Executive Sweet (A Sample) - Page 26/88

"Sure. Bye, Kay." They hung up and Kay turned back to the window, numb.

Time to face facts. Kay thought about herself, and she thought about men. Men who wanted her as soon as they saw her. Men who would do anything to be with her, except care about her, respect her, trust her. She was amused by that old line men liked to say about women, which fit so well when turned on its head. "Men! Can't live with them. Can't live without them."

Kay didn't hate men, at least not all men. And she enjoyed having sex. She got this carefree attitude from her parents, two classic hippies who still held onto their 60's values. They had raised Kay and her younger brother in a world filled with arts and humanities and sciences, with sex and drugs and nudist colonies, with spirituality and holistic medicine and meditation. Open and honest-a pretty damned good childhood, if she did say so herself.

Kay and her parents agreed that she could date boys in high school, but that she would wait until college to have sex. It meant that she had to fight off a continuous stream of high school boys. But it also meant that she was free to indulge herself as much as she liked, guilt free, when she got to college.

Once in college, Kay availed herself of the long line of boys who eagerly offered themselves to her. She soon learned something that her parents had not taught her: being beautiful was not always a good thing. Men found it difficult to be themselves when she was around. They changed, acted weird. Some became swaggering tough guys, unable to focus on anything but sex. Others became timid babbling boys, unable to focus on anything at all. Some were cool and could handle her, but only for a while. Any relationship that lasted more than a month would collapse from the pressure of jealousy-she had yet to meet a man secure enough to endure the nonstop stream of attention that her looks elicited from other men. It made relationships difficult and love impossible.

Of course, Dan was no different than any other man. He not only saw her as a sex object, but he wanted to make it a part of her work! Where was the line between this and prostitution?

Then again, Kay had to admit that Dan was right about one thing: she understood very well the power she had over men and had become good at wielding it. Over the years, she had mastered many more skills than her early high school game of tripping men in malls. Dan wanted her to be a seductive con artist. The concept wasn't new to her, only the scale. In the past, she had used her appeal for small gains. Now she could grab thousands of dollars with a single wiggle of her hips.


# Task details:
Repeat each entry below exactly as it stands.

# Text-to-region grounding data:

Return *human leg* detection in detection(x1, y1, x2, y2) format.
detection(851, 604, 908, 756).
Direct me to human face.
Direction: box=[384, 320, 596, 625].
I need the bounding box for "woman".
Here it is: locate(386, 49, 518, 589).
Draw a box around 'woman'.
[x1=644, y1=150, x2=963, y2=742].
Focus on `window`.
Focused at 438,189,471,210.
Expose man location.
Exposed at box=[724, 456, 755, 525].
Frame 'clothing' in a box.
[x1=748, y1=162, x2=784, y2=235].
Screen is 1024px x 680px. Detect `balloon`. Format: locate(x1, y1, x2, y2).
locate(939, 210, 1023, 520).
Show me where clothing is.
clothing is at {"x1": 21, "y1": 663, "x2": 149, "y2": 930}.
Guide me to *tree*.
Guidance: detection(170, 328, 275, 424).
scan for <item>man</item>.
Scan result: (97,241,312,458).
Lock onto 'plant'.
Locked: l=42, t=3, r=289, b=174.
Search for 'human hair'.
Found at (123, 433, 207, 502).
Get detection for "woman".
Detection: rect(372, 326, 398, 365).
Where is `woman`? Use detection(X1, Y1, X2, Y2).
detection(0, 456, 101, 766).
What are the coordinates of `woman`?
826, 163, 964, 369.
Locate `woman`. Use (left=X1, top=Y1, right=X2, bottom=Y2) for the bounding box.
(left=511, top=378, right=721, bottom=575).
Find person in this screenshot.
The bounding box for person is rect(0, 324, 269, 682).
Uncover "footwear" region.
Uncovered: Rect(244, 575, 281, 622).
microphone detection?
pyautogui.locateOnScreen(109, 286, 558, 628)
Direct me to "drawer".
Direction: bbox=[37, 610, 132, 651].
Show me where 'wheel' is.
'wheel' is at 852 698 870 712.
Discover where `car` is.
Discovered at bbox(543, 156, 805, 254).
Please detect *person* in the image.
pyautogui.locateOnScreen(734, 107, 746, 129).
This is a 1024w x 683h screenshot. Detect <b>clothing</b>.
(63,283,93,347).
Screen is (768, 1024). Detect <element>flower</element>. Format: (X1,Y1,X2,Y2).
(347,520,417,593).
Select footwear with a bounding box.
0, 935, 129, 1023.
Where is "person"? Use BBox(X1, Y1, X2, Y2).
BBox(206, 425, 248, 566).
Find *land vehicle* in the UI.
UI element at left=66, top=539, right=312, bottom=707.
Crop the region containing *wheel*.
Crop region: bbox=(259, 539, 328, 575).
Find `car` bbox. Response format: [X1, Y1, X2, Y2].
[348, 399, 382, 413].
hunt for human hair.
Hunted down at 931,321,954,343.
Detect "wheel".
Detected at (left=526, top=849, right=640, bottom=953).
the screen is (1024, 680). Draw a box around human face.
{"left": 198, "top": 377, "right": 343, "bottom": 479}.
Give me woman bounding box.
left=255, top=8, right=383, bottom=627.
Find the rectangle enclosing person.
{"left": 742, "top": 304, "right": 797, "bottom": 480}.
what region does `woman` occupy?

# Answer box:
Return *human leg* detection in detection(x1, y1, x2, y2) format.
detection(851, 604, 908, 756).
Direct me to human face.
Direction: box=[384, 320, 596, 625].
I need the bounding box for "woman".
Here it is: locate(386, 49, 518, 589).
Draw a box around 'woman'.
[x1=644, y1=150, x2=963, y2=742].
Focus on `window`.
Focused at 438,189,471,210.
Expose man location.
Exposed at box=[724, 456, 755, 525].
Frame 'clothing' in a box.
[x1=748, y1=162, x2=784, y2=235].
Screen is 1024px x 680px. Detect `balloon`. Format: locate(x1, y1, x2, y2).
locate(939, 210, 1023, 520).
Show me where clothing is.
clothing is at {"x1": 21, "y1": 663, "x2": 149, "y2": 930}.
Guide me to *tree*.
Guidance: detection(170, 328, 275, 424).
scan for <item>man</item>.
Scan result: (97,241,312,458).
Lock onto 'plant'.
Locked: l=42, t=3, r=289, b=174.
Search for 'human hair'.
Found at (123, 433, 207, 502).
Get detection for "woman".
Detection: rect(372, 326, 398, 365).
Where is `woman`? Use detection(X1, Y1, X2, Y2).
detection(0, 456, 101, 766).
What are the coordinates of `woman`?
826, 163, 964, 369.
Locate `woman`. Use (left=X1, top=Y1, right=X2, bottom=Y2) for the bounding box.
(left=511, top=378, right=721, bottom=575).
Find person in this screenshot.
The bounding box for person is rect(0, 324, 269, 682).
Uncover "footwear" region.
Uncovered: Rect(244, 575, 281, 622).
microphone detection?
pyautogui.locateOnScreen(109, 286, 558, 628)
Direct me to "drawer".
Direction: bbox=[37, 610, 132, 651].
Show me where 'wheel' is.
'wheel' is at 852 698 870 712.
Discover where `car` is.
Discovered at bbox(543, 156, 805, 254).
Please detect *person* in the image.
pyautogui.locateOnScreen(734, 107, 746, 129).
This is a 1024w x 683h screenshot. Detect <b>clothing</b>.
(63,283,93,347).
Screen is (768, 1024). Detect <element>flower</element>. Format: (X1,Y1,X2,Y2).
(347,520,417,593).
Select footwear with a bounding box.
0, 935, 129, 1023.
Where is "person"? Use BBox(X1, Y1, X2, Y2).
BBox(206, 425, 248, 566).
Find *land vehicle* in the UI.
UI element at left=66, top=539, right=312, bottom=707.
Crop the region containing *wheel*.
Crop region: bbox=(259, 539, 328, 575).
Find `car` bbox. Response format: [X1, Y1, X2, Y2].
[348, 399, 382, 413].
hunt for human hair.
Hunted down at 931,321,954,343.
Detect "wheel".
Detected at (left=526, top=849, right=640, bottom=953).
the screen is (1024, 680). Draw a box around human face.
{"left": 198, "top": 377, "right": 343, "bottom": 479}.
Give me woman bounding box.
left=255, top=8, right=383, bottom=627.
Find the rectangle enclosing person.
{"left": 742, "top": 304, "right": 797, "bottom": 480}.
what region does `woman` occupy?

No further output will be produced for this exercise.